Marc pointed out that policy and regulation still lag behind in this kind of thinking. “We have regulations on how energy-efficient homes should be,” he said. “But there’s no regulation saying we should stop building isolated developments that force car dependency.”

This, he believes, is the real sustainability challenge—shifting from optimising individual buildings to creating built environments that enable lower-carbon living.

 

Why Behaviour Change Is the Missing Piece

A recurring theme in Marc’s work is that technology alone isn’t enough—people’s behaviours and expectations need to change too.

“We already have the technology to build net-zero homes,” he said.

“What we don’t have is a society that’s ready to adopt the lifestyle changes that come with them.”

One of the biggest behavioural shifts he sees as necessary is rethinking what makes a good home.

“We’ve normalised the idea that bigger is always better,” Marc explained. “But bigger homes aren’t just expensive—they also use more energy, more materials, and more land.

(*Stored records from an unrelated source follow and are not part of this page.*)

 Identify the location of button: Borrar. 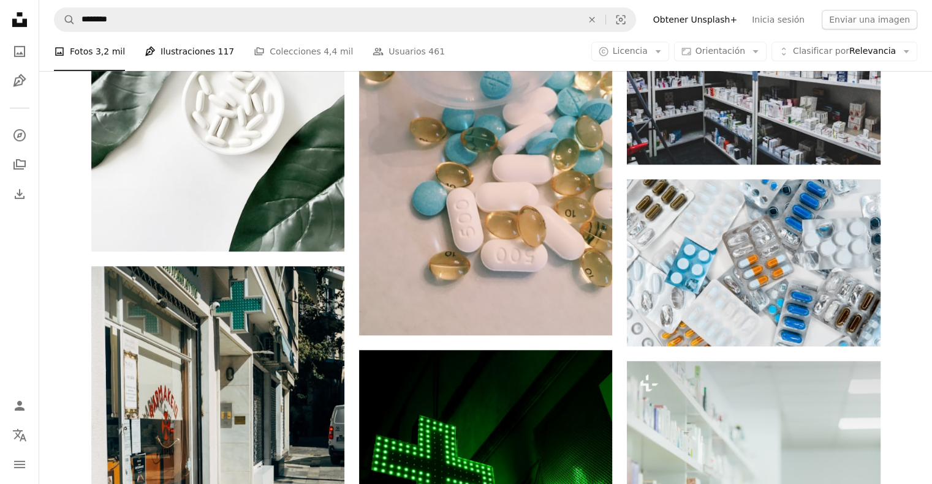
(592, 20).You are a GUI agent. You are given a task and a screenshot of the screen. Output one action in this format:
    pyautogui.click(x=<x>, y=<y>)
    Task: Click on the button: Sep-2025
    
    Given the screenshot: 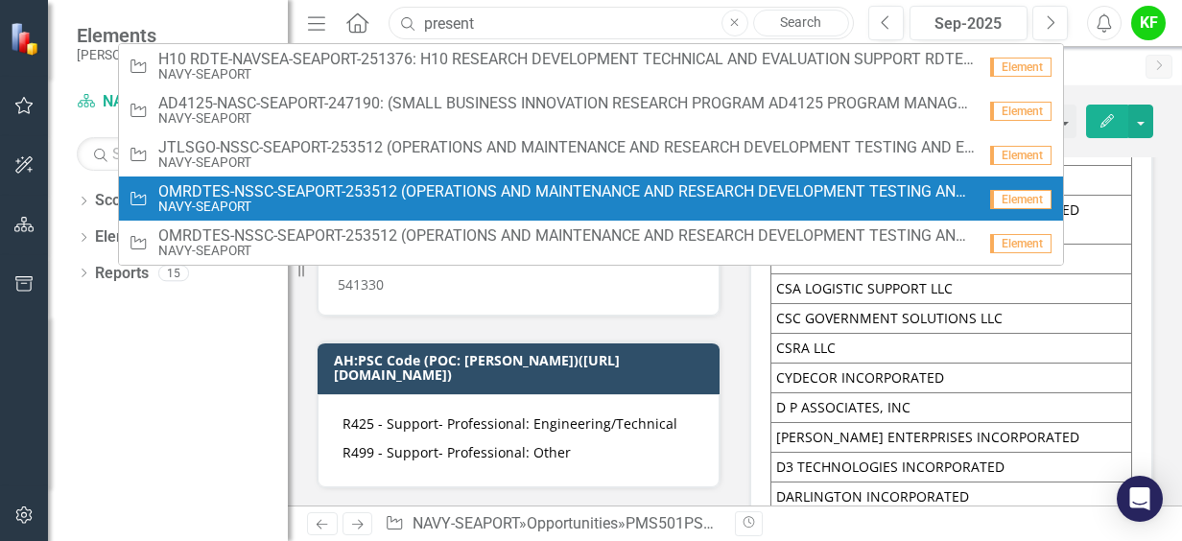 What is the action you would take?
    pyautogui.click(x=968, y=23)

We need to rethink the relationship between space, comfort, and sustainability.”

He also pointed to the heat pump dilemma in the UK as an example of behaviour-driven barriers.

“Heat pumps are a great alternative to gas boilers, but people are reluctant to switch because it’s different from what they know,” he said.

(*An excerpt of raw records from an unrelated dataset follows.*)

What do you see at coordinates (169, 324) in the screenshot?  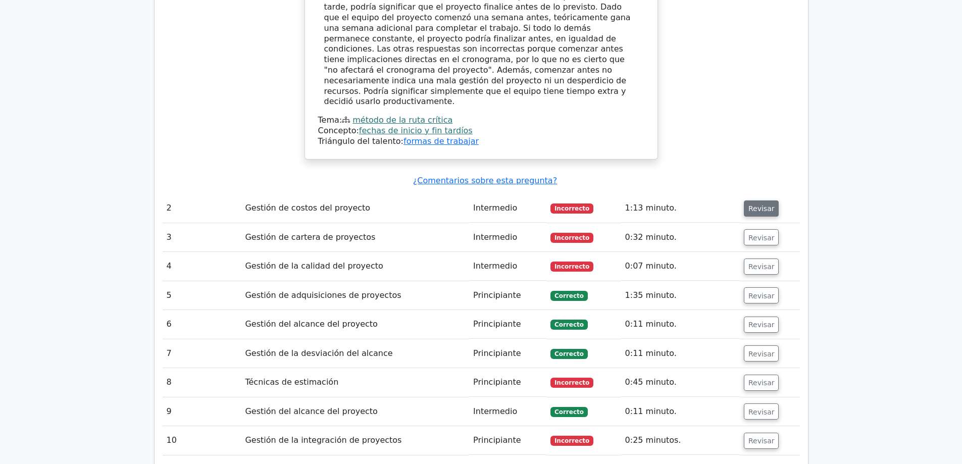 I see `font: 6` at bounding box center [169, 324]. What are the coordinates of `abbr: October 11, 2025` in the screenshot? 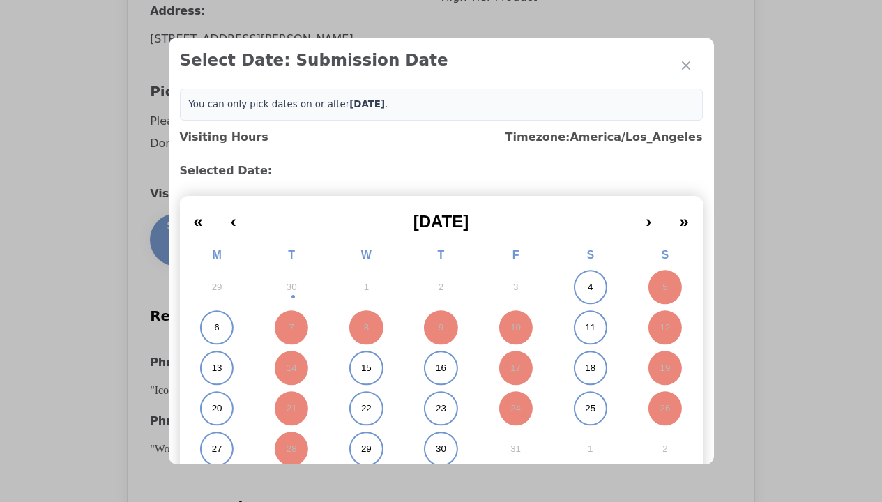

“A lot of sustainability solutions aren’t failing because they don’t work, but because they don’t fit into existing habits.”

Marc believes better communication is key. “We can’t just tell people, ‘This is more sustainable, so do it.’ We need to show them how these changes improve their quality of life—whether that’s lower energy bills, better air quality, or more walkable communities.”

 

The Real Challenge: Balancing Progress With Practicality

One of Marc’s most interesting reflections was how sustainability professionals must balance ambition with realism.

“There are two camps,” he said.

“One side believes we need radical system change now—stop all new roads, stop suburban sprawl, force high-density living. The other side believes in incremental progress—working with what we have, nudging people in the right direction.”

Marc sees himself somewhere in the middle.

“I’d love to see major system change overnight,” he admitted.

“But I also recognise that people don’t change that fast. You can’t just force people to accept something different—you have to bring them along, make it desirable, make it practical.”

This pragmatic approach is why he sees education and cultural shifts as just as important as regulation.

“If we can change the way people think about space, home, and transport, we can create demand for more sustainable urban planning and construction,” he said. “And once that demand is there, the market will respond.”

 

Final Thought: The Built Environment Reflects the Lives We Want to Live

Marc’s insights make one thing clear: sustainability in construction isn’t just about buildings—it’s about the kind of lives we’re designing for.

Without addressing car dependency, lifestyle expectations, and systemic planning failures, even the most energy-efficient homes won’t be enough to tackle climate change.

As Marc put it:

“You can’t just make buildings greener—you have to make low-carbon living the easiest and most attractive option.”

And that, he believes, is where the real work in sustainable construction needs to happen.

 

For a Truly Sustainable Future


👉 Become a signatory of The Anti-Greenwash Charter, publish your Green Claims Policy, and be recognised for your commitment to responsible sustainability communications.